The Rattled Bones(26)
“It’s okay.” My heart races. No, throbs. “You weren’t talking about my mom.”
“No.” Hattie’s voice is soft. “I’m talking about the islanders who were locked away so the state could take their land.”
I see the old woman, the worn lace high around her neck, the sun at her shoulders, the small bunches of herbs drying on the rafters of her crude porch. The children on the steps of the schoolhouse, the same kids on the ridge with only the wide, fresh sky behind them. I can’t see the islanders in an institution with its bleached, dying air.
“What do you mean locked away?”
“Come on, Rills. Why are we even talking about this? It’s awful.”
“I need to know.” I think of the girl, her baby. Are they connected to the island’s past? And how? “Please, Hattie. I’ll love you forever if you tell me what you know.”
“That’s a weak trade, Rills. You’re supposed to love me anyway, regardless.”
“I do. You know I do.”
“For reals?”
“Forever reals.”
Hattie slides up, sits with her back against the headboard, eats at the corner of her thumbnail. “You remember when my nana got sick?”
I do. It was only a few years ago. Hattie’s nan eventually died from the Alzheimer’s that had plagued her for years. Her nan had forgotten to turn off the stove one morning. Hattie lost her grandmother in that trailer fire, and her funeral was one of the hardest this peninsula has endured. Until recently.
Alice Barter was a lot of years older than Gram, but they were close. Her death hit Gram hard enough that she let weeds grow in her gardens. Gram disappeared into her attic studio for weeks then, Dad and I leaving tea and food outside her door that would mostly go untouched.
“Well, she wasn’t fully lucid in the end.”
“I remember.”
“Nan would talk about things from her past. Confuse me for my mom. All the normal horrifying confusion that comes with Alzheimer’s.”
I squeeze a small prayer to the universe that Gram will never suffer that fate.
“This one day I was helping her with chores around the house like I’d done a million times since she started getting sick, and then she told me how island graves were dug up and trucked to Maine’s School for the Feeble-Minded. At first I thought she was mixing up her story with a TV show—the way she would sometimes confuse an episode for reality.”
“She wasn’t?”
Hattie sighs. “Nope. She said, ‘No, Hattie. Malaga. You could throw a stone to that island from Rilla’s window.’ She sounded annoyed with me, like I should have made the connection. She said the people there were inbred and insane.”
“And that’s why they were institutionalized?”
“No. I mean, yes. That’s pretty much the official reason—even if it wasn’t true.”
“What was the truth?”
“The islanders were poor and biracial and the state wanted their land.”
“You’re sure this was Malaga?”
Hattie nods. “The next day I drove up to Pineland—that’s what they renamed the old state . . . ‘school’?”—Hattie uses air quotes—“even though it was a mental institution and people were basically jailed there.”
“And?” I’m breathless.
“I saw the graves. Seventeen people from Malaga buried under five headstones, all marked with the same date: November, 1932. But, Rills, that was the date the state reburied the bodies, not when they actually died.”
“Hattie, you’re talking about mass graves.”
“I’m aware. Those gray stones were tucked in the back of that cemetery like the deceased were supposed to be forgotten.”
“What you’re saying is literally unbelievable.”
“I couldn’t believe it either. That’s why I made my mom go with me. She wouldn’t admit it, but I think she needed to know my nan was still lucid when she was talking about Malaga’s history, you know? That she still had her mind somewhere under all that sickness.”
“And she did?”
“She knew those bodies were buried together like they weren’t individual people. She knew they were from Malaga.”
“Jesus, Hattie.”
“A few days later, she told me she regretted it.”
“Regretted what?”
“Her exact words”—Hattie takes a deep breath, lets it free—“I’ll never forget them. She said she regretted ‘not having enough love in my heart.’ I think she was trying to tell me to live my life differently, without discrimination.”
Not having enough love in my heart. The words are heavy with a hurt that weighs me down even now. “I can’t believe you never told me.”
“How could I tell you that my nan had been part of all that hate? Maybe even someone who wanted an entire island community to be erased?”
“Of course.” My words, barely a whisper. It’s the same way I would go quiet when my teachers prepared for Mother’s Day Tea in elementary school, or when kids would come to my house and see my gram where a mom should be. Some things are just too hard to talk about.
“Like I said, Rills, who wants to dig that up? It happened and it was awful. Nothing we do can ever undo what happened.”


**Your assignment:** Drop every picture and give the entries back exactly.
========
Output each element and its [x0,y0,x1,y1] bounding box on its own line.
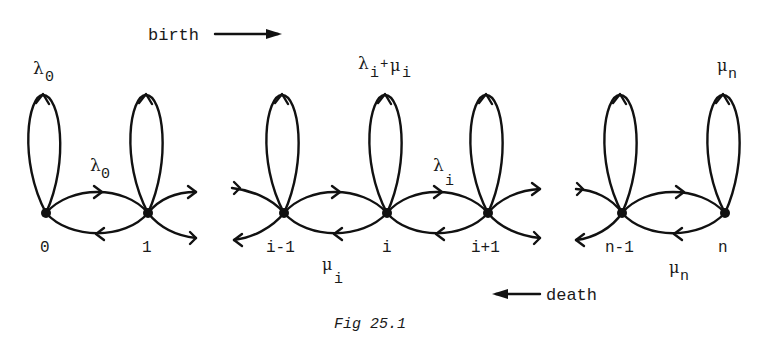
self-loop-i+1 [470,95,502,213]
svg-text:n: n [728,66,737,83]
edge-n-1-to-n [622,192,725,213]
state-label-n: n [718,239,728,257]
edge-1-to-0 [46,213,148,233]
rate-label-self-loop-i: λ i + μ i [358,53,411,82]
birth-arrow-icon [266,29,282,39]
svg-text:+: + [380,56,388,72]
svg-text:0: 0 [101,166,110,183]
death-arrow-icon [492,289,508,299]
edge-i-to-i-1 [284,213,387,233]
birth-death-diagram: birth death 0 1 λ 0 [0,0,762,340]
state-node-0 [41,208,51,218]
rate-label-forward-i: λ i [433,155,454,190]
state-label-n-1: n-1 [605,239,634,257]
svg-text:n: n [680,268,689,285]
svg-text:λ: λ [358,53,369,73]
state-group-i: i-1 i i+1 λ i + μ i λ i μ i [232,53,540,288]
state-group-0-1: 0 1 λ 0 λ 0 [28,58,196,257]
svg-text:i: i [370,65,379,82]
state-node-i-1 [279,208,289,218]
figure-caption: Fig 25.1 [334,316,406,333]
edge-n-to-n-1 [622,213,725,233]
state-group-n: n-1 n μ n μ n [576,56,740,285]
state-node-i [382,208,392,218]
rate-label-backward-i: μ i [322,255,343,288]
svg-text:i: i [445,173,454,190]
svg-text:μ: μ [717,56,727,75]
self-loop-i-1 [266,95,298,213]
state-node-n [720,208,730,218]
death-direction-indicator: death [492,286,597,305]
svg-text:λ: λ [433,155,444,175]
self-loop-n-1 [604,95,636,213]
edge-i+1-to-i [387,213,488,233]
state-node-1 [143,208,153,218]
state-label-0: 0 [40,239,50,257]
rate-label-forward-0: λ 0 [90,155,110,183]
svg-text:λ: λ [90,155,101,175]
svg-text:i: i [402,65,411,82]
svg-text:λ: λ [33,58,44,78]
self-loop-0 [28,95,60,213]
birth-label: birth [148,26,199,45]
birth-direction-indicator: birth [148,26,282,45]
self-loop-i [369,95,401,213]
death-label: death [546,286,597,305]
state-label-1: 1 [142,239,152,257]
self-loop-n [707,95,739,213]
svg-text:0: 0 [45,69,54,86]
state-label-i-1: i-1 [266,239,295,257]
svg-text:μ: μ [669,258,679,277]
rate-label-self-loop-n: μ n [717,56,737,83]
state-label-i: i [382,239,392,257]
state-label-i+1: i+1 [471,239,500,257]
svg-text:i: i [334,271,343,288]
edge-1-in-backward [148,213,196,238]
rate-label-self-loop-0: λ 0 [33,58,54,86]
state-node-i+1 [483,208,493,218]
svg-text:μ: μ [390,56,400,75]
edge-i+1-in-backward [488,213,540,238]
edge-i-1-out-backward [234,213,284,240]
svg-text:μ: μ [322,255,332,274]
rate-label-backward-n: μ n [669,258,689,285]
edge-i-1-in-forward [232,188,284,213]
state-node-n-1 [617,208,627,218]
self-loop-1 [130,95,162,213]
========
**Solution to this task:**
Output each element and its [x0,y0,x1,y1] bounding box on its own line.
self-loop-i+1 [470,95,502,213]
svg-text:n: n [728,66,737,83]
edge-n-1-to-n [622,192,725,213]
state-label-n: n [718,239,728,257]
edge-1-to-0 [46,213,148,233]
rate-label-self-loop-i: λ i + μ i [358,53,411,82]
birth-arrow-icon [266,29,282,39]
svg-text:+: + [380,56,388,72]
svg-text:0: 0 [101,166,110,183]
death-arrow-icon [492,289,508,299]
edge-i-to-i-1 [284,213,387,233]
birth-death-diagram: birth death 0 1 λ 0 [0,0,762,340]
state-node-0 [41,208,51,218]
rate-label-forward-i: λ i [433,155,454,190]
state-label-n-1: n-1 [605,239,634,257]
svg-text:n: n [680,268,689,285]
svg-text:λ: λ [358,53,369,73]
state-group-i: i-1 i i+1 λ i + μ i λ i μ i [232,53,540,288]
state-group-0-1: 0 1 λ 0 λ 0 [28,58,196,257]
svg-text:i: i [370,65,379,82]
state-node-i-1 [279,208,289,218]
figure-caption: Fig 25.1 [334,316,406,333]
edge-n-to-n-1 [622,213,725,233]
state-group-n: n-1 n μ n μ n [576,56,740,285]
state-node-i [382,208,392,218]
rate-label-backward-i: μ i [322,255,343,288]
svg-text:i: i [445,173,454,190]
svg-text:μ: μ [717,56,727,75]
self-loop-i-1 [266,95,298,213]
state-node-n [720,208,730,218]
death-direction-indicator: death [492,286,597,305]
svg-text:λ: λ [433,155,444,175]
self-loop-n-1 [604,95,636,213]
edge-i+1-to-i [387,213,488,233]
state-node-1 [143,208,153,218]
state-label-0: 0 [40,239,50,257]
rate-label-forward-0: λ 0 [90,155,110,183]
svg-text:λ: λ [90,155,101,175]
svg-text:i: i [402,65,411,82]
svg-text:λ: λ [33,58,44,78]
self-loop-0 [28,95,60,213]
birth-label: birth [148,26,199,45]
birth-direction-indicator: birth [148,26,282,45]
self-loop-i [369,95,401,213]
death-label: death [546,286,597,305]
state-label-1: 1 [142,239,152,257]
self-loop-n [707,95,739,213]
svg-text:0: 0 [45,69,54,86]
state-label-i-1: i-1 [266,239,295,257]
svg-text:μ: μ [669,258,679,277]
rate-label-self-loop-n: μ n [717,56,737,83]
state-label-i: i [382,239,392,257]
state-label-i+1: i+1 [471,239,500,257]
svg-text:i: i [334,271,343,288]
edge-1-in-backward [148,213,196,238]
rate-label-self-loop-0: λ 0 [33,58,54,86]
state-node-i+1 [483,208,493,218]
svg-text:μ: μ [390,56,400,75]
edge-i+1-in-backward [488,213,540,238]
edge-i-1-out-backward [234,213,284,240]
svg-text:μ: μ [322,255,332,274]
rate-label-backward-n: μ n [669,258,689,285]
edge-i-1-in-forward [232,188,284,213]
state-node-n-1 [617,208,627,218]
self-loop-1 [130,95,162,213]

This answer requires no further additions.